The Frankfurter Allgemeine Zeitung then wrote about the close cooperation between the works council chairman Osterloh and Piech: “Ferdinand Piech looks favourably on the attacks on Wiedeking, some even maintain he is assisting in such attacks behind the scenes.”

For their part, Wendelin Wiedeking and Porsche can rely on the backing of the Porsche family as well as the Stuttgart branch of IG Metall led by Hans Baur, and the Christian Democratic-Free Democratic Party state government of Baden-Württemberg.

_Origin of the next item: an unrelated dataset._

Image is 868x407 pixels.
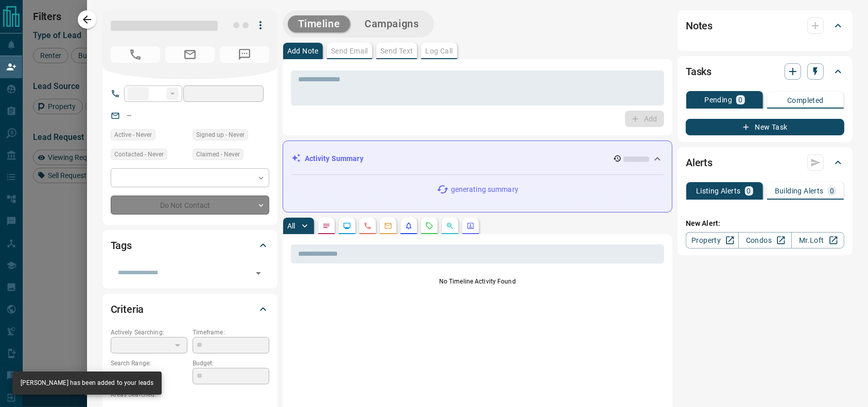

The chair of the Porsche works council, Uwe Hück, who last year defended Wiedeking’s annual salary of €60 million, has also spoken out against any special arrangement for VW. Hück struck an agreement with Porsche that the 12,000 workers employed at Porsche should receive voting rights in the VW parent company equal to those of the 320,000 VW employees—representing a dramatic loss in power for the VW trade unions.

The VW factory councils are vehemently opposed to such a loss of influence and have undertaken legal measures to oppose the deal. At the supervisory board meeting last Friday, IG Metall and works council representatives at VW requested that future projects between Porsche and VW, such as the use of VW engines in Porsche models, should require the agreement of the VW supervisory board. This would limit Porsche’s influence in future and award Piech veto rights in the company’s control committee.

The representatives on the employer side were opposed to the union demand, and the casting vote fell to Piech. Piech neglected to attend the meeting, however, thus enabling the union side to secure a majority.

Wolfgang Porsche, chairman of the Porsche supervisory board and also member of the VW supervisory board—and a cousin of Piech—reacted caustically: “I am furious with the voting tactics adopted by the VW supervisory board chairman.” Now, the Porsche clan is seeking to recall Piech as head of the VW supervisory board.

This dispute represents the latest chapter in the dispute for influence at VW between two of the most powerful business and family clans in Germany, Piech and Porsche. The fact that individual factory councils and trade union functionaries line up with one or other of these clans, while exploiting the respective company workforces for their own purposes, is further testimony to the right-wing policies of the unions.

VW workers must reject the line of the trade unions and undertake a principled campaign to defend their jobs and social conditions. This requires the adoption of a genuine socialist perspective and the struggle for a society that places the needs of the working population above the profit interests of investors and billionaire shareholders.